Each also shore in women’s finals at the Golden Shears in Masterton and at the New Zealand Shears and have made a successful progression to intermediate shearing this season, with Martin winning four out of five.
The two are expected to line up on Thursday, each hopeful of going at least one better in the women’s event in the absence of 2022 winner Hewson, now a mum and deciding against defending the title or competing in the earlier stages of the season.
Martin and Thomson are among nine women who have already shorn in grade finals against male counterparts this season, including New Zealand Shears women’s final winner and Woodville shearer Laura Bradley, who scored her first senior win at the Wairarapa A and P show last month.
The World Sheep Shearing Records Society also lists five women attempting woolshed tally records in New Zealand during the summer.

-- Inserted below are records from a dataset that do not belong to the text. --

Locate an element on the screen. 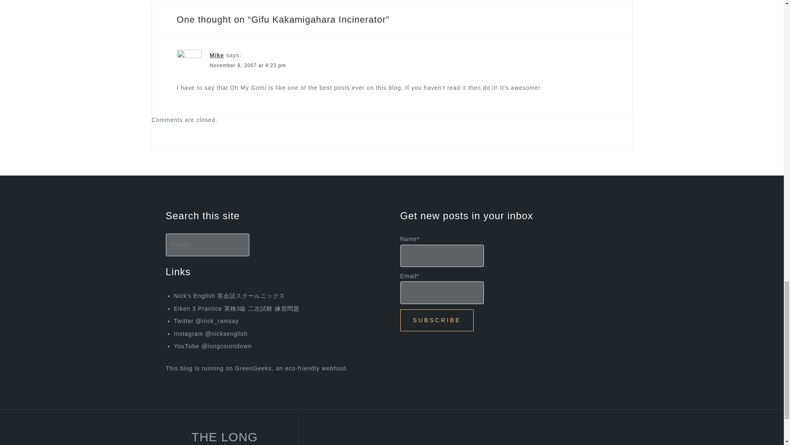 The width and height of the screenshot is (790, 445). Follow me on Twitter is located at coordinates (206, 321).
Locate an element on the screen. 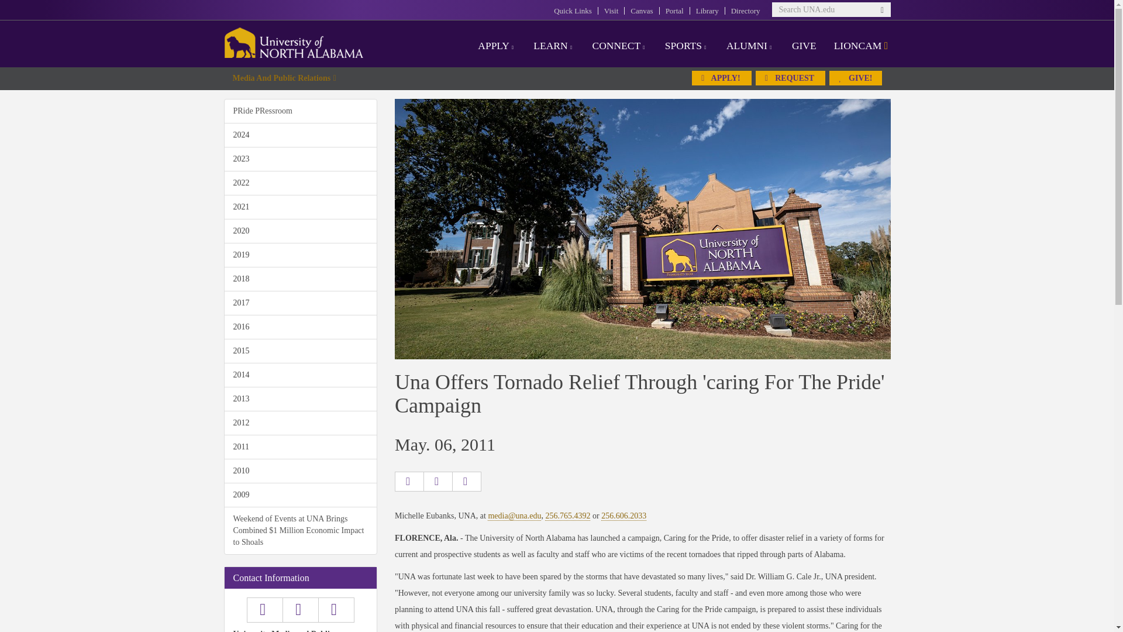 This screenshot has height=632, width=1123. Portal is located at coordinates (675, 11).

The evening session on Thursday starts at 5pm, and will also include open shearing’s Donaghys Canterbury All-Breeds Circuit final, and North Canterbury’s defence of the Colin King Shield against Southland, a rematch of the last challenge in which North Canterbury took the Shield off Southland at Pleasant Point on November 4.
Read more about shearing and woolhandling events here.
The teams will comprise one shearer from each of the four shearing grades.
Meanwhile, organisers are hoping for a significant late entry across all grades of woolhandling and shearing with 72 having entered online by Monday night.
They are also hoping entries could exceed 100 shearers and woolhandlers.
The woolhandling events during the daytime sessions on Thursday are parts of the South Island open, senior and junior woolhandling circuits, while the junior and intermediate shearing on Friday are parts of the Adaptive Health and Safety Canterbury-Marlborough Development Circuit - chasing places in a regional team of four travelling to the New Zealand Shears in Te Kūiti in April.
The open shearing heats on Friday are also the third round of the PGG Wrightson Vetmed National Shearing Circuit.
In the Circuit, 27 open shearers entered the opening leg at Alexandra almost seven weeks ago, chasing places in the circuit’s final at the Golden Shears in Masterton in March, and a chance to represent New Zealand in the 2024-2025 transtasman series.
The Circuit is currently led by Southland shearer and two-time title winner Nathan Stratford, who scored maximum points in the opening two rounds.
The open shearing title last year was won by Jack Fagan, of Te Kūiti, and the open woolhandling final by Joel Henare, from Gisborne.